The bird turned, head tipped, suspiciously, on one side, and it stared at him with bright eyes.
"Say 'Nevermore,'" said Shadow.
"Fuck you," said the raven.
What might disappoint you
The book can feel sprawling and unfocused. Shadow is often a passive protagonist, drifting from event to event, absorbing strangeness without much resistance.
While that makes sense for a man caught between worlds, it also means he sometimes feels like less of a character and more of an observer.
No man, proclaimed Donne, is an island, and he was wrong. If we were not islands, we would be lost, drowned in each other's tragedies. We are insulated (a word that means, literally, remember, made into an island) from the tragedy of others, by our island nature and by the repetitive shape and form of the stories.
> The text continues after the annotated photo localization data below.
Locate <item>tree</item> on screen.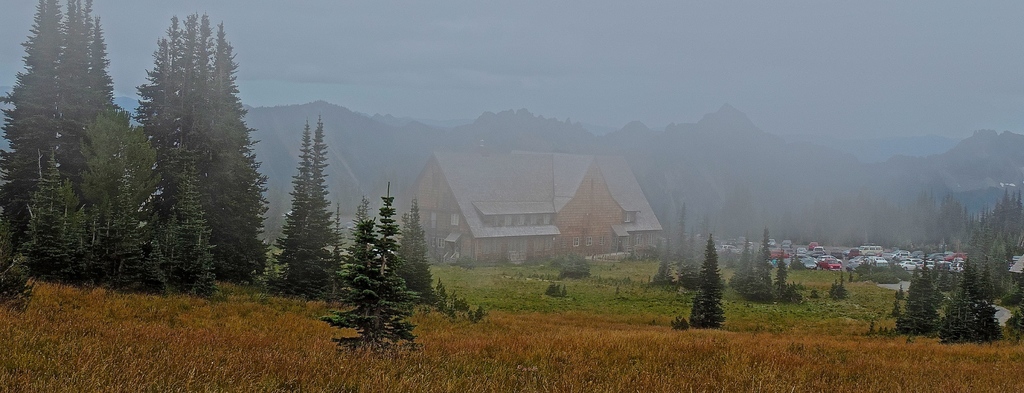
On screen at (x1=292, y1=107, x2=335, y2=291).
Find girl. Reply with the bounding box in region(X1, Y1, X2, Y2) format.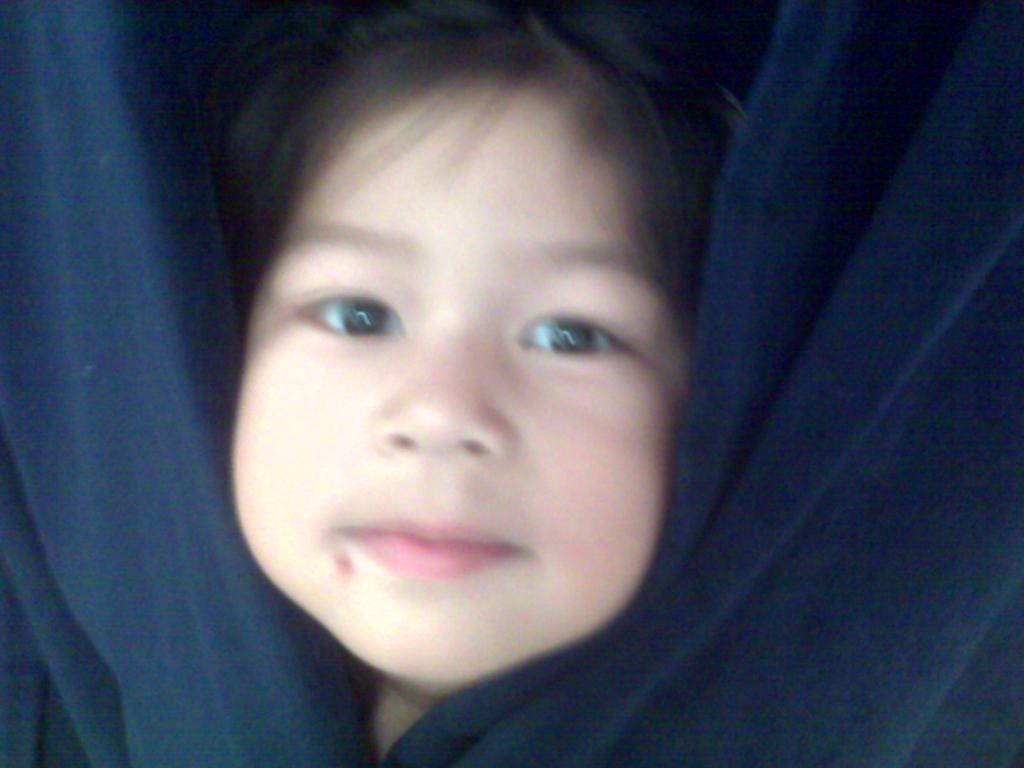
region(235, 6, 744, 748).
Gaiman is in love with digressions, and not all of them add to the story. The interludes—short vignettes about gods and spirits arriving in America—are often beautifully written but can feel like interruptions.
The pacing can be glacial in the middle, and by the time the big reveal comes, you may have guessed where it’s heading.
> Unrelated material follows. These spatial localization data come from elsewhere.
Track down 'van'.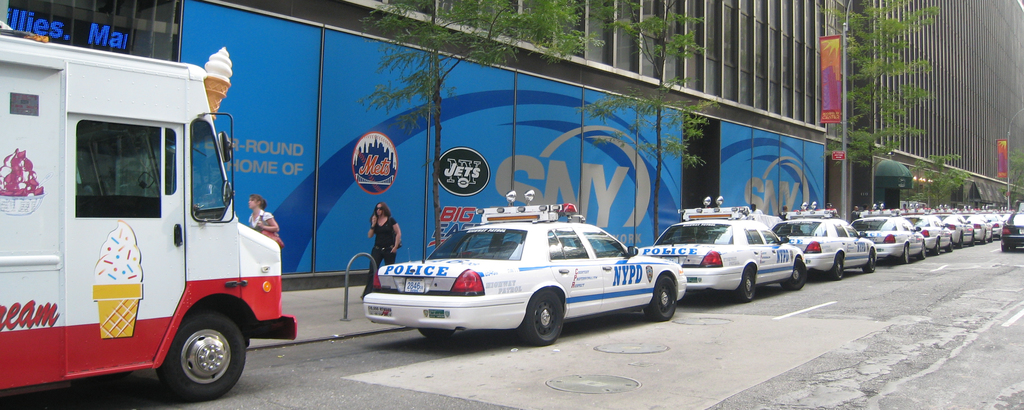
Tracked to <box>0,26,296,400</box>.
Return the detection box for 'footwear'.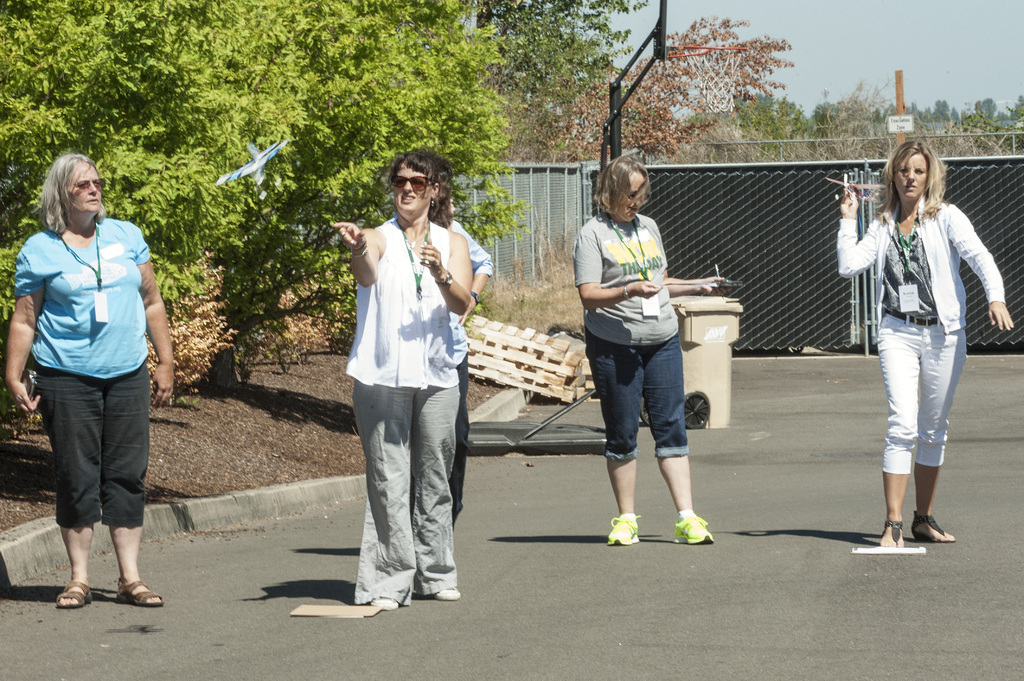
<bbox>911, 515, 954, 543</bbox>.
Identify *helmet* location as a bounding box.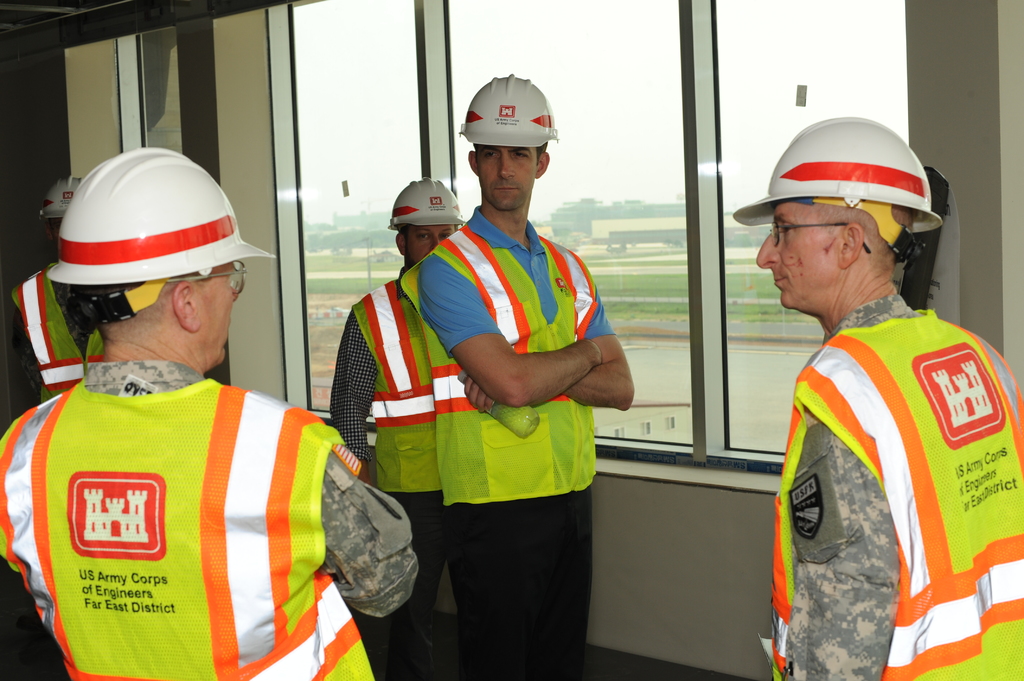
(left=385, top=178, right=474, bottom=264).
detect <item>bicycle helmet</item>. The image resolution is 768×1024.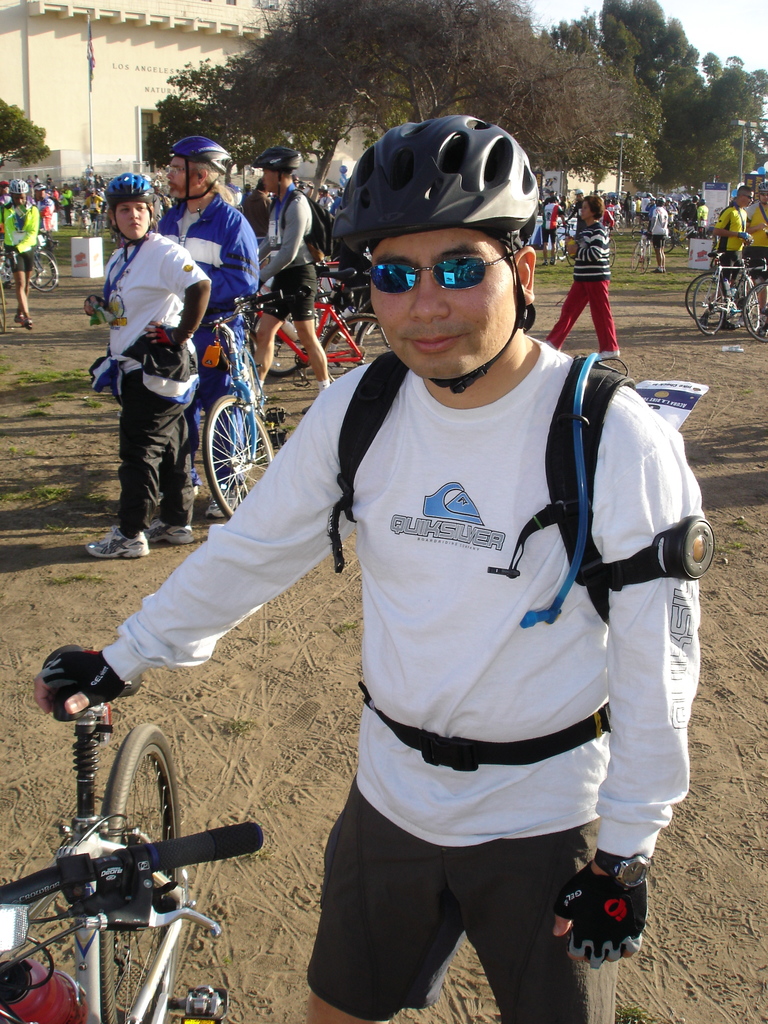
[x1=114, y1=172, x2=157, y2=207].
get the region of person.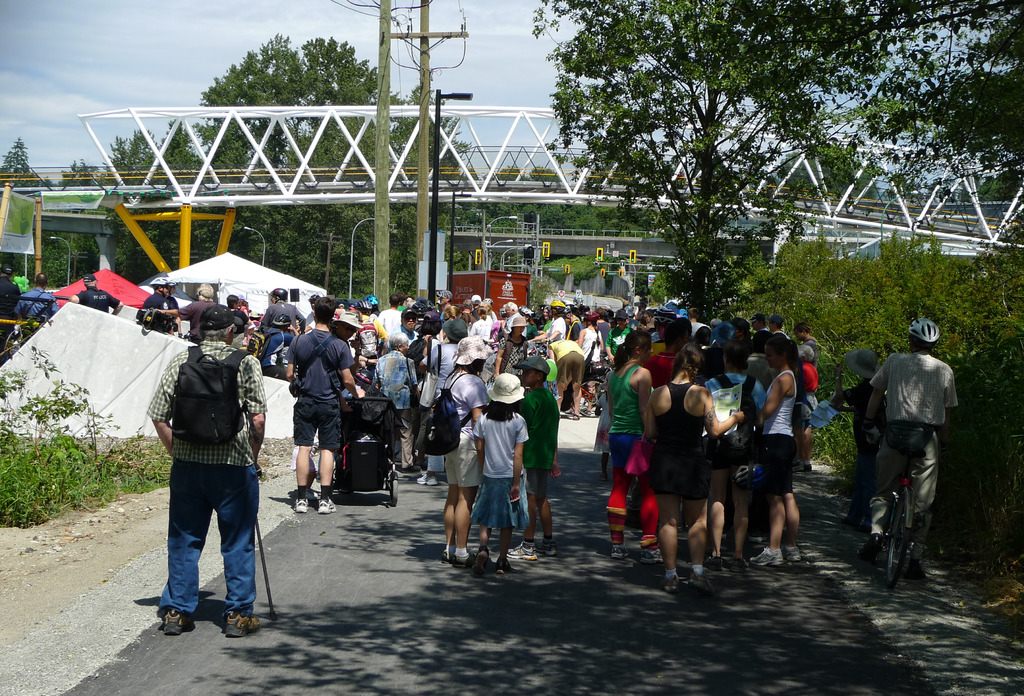
rect(492, 315, 532, 378).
“Jesus. Low-Key Lyesmith," said Shadow. and then he heard what he was saying and he understood. "Loki," he said. "Loki Lie-smith."
"You're slow," said Loki, "but you get there in the end."
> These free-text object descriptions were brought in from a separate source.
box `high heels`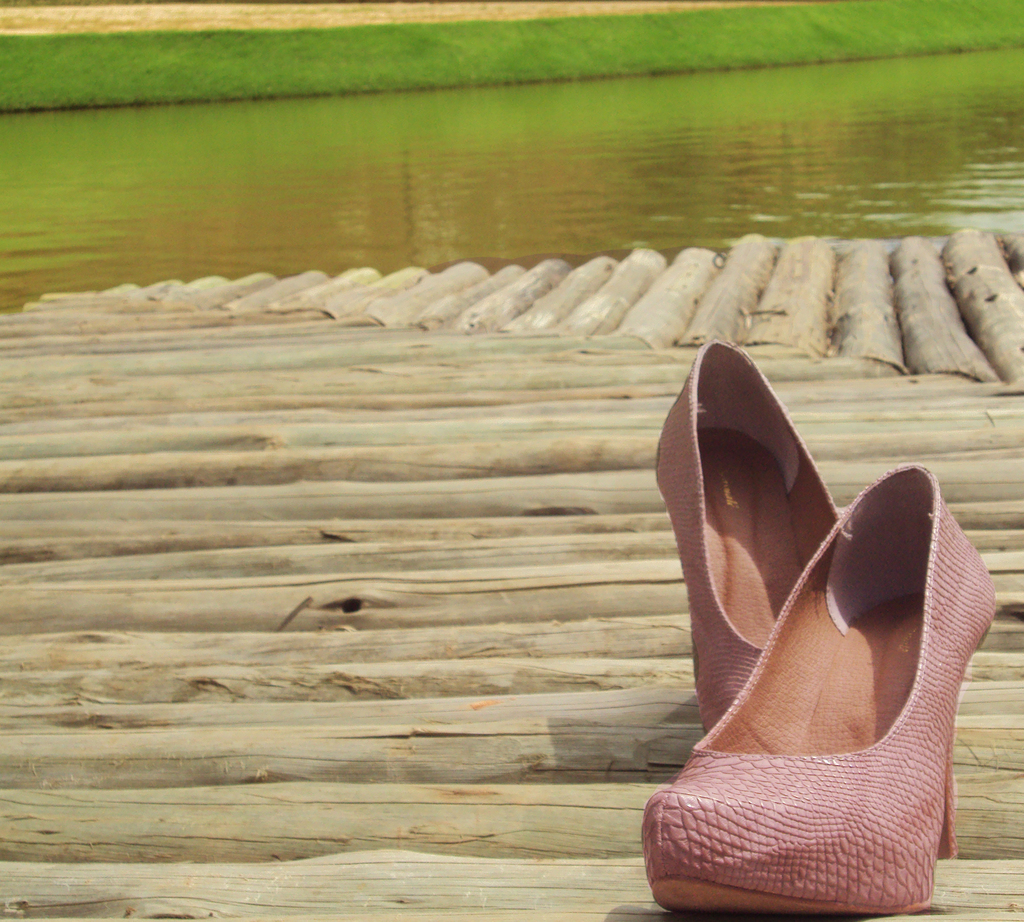
(x1=645, y1=465, x2=1000, y2=916)
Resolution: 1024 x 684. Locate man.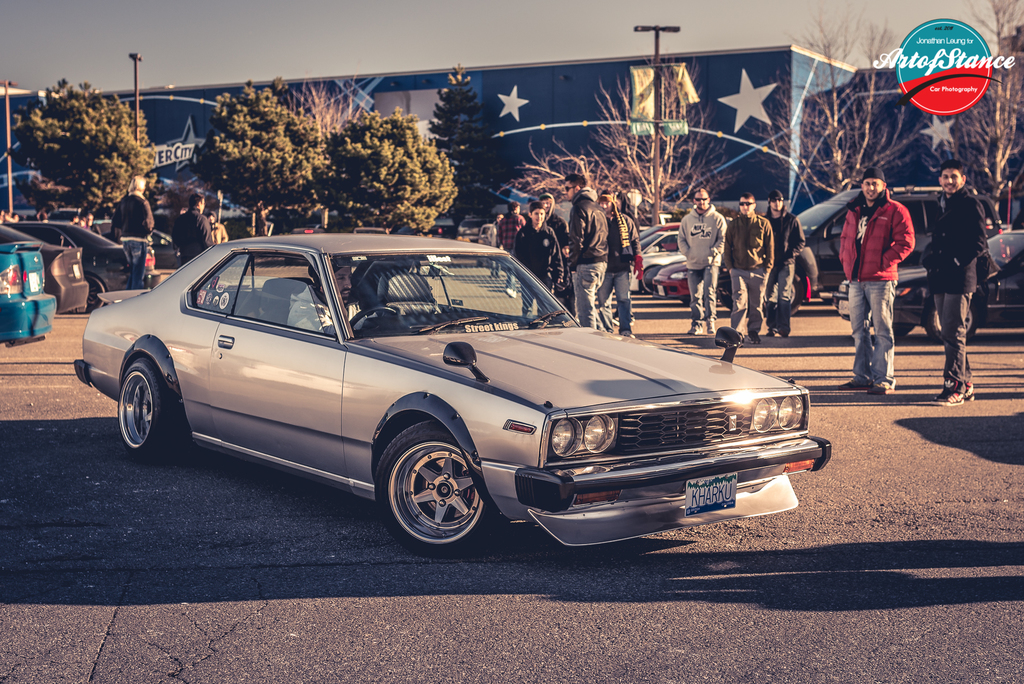
pyautogui.locateOnScreen(677, 190, 726, 337).
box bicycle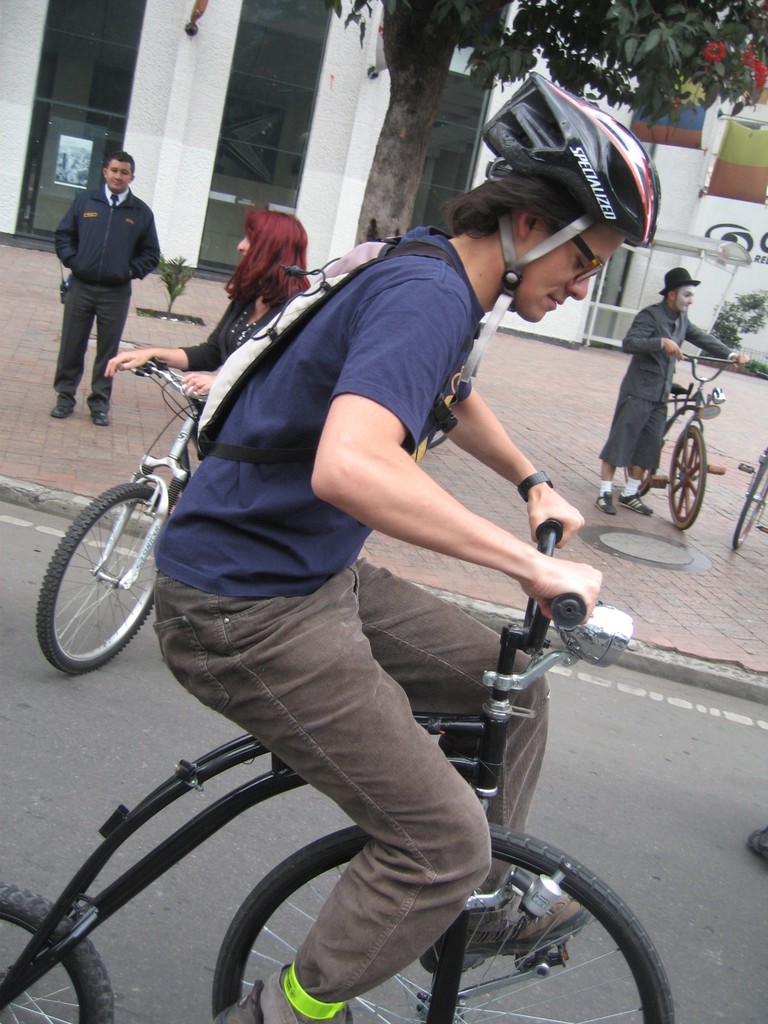
{"x1": 622, "y1": 346, "x2": 744, "y2": 529}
The Verdict: A Mythic Puzzle Box
Like the land it describes, American Gods is big, weird, and occasionally difficult to traverse.
“One describes a tale best by telling the tale. You see? The way one describes a story, to oneself or to the world, is by telling the story. It is a balancing act and it is a dream. The more accurate the map, the more it resembles the territory. The most accurate map possible would be the territory, and thus would be perfectly accurate and perfectly useless. The tale is the map that is the territory. You must remember this.”
Though unsettling, it is also profound, beautiful, and brimming with the kind of dreamlike imagery that sticks with you long after you close it.
Winner of the Hugo, Nebula, and Bram Stoker awards, American Gods has become a touchstone of contemporary fantasy literature. Its 2017 TV adaptation brought renewed attention to the book's prescient themes about belief and technology.
It is a book for those who enjoy stories that wander. Gaiman takes you on a road trip where every shadow hides something ancient, and every town has a secret. Whether you enjoy the ride depends on how much you like getting lost.
Read Next:
China Miéville's Perdido Street Station and Susanna Clarke's Jonathan Strange & Mr Norrell offer similarly ambitious fantasy.
In non-fiction, Bill Bryson's The Lost Continent: Travels in Small-Town America offers a shotgun-seat view of the American outskirts.
“What I say is, a town isn’t a town without a bookstore. It may call itself a town, but unless it’s got a bookstore, it knows it’s not foolin’ a soul.”
But, if you just want more Gaiman, albeit with tighter storytelling, The Ocean at the End of the Lane delivers his mythic weirdness in a more compact, emotionally driven package.
And of course, his Norse Mythology offers you Odin, Loki and the rest in their original tales.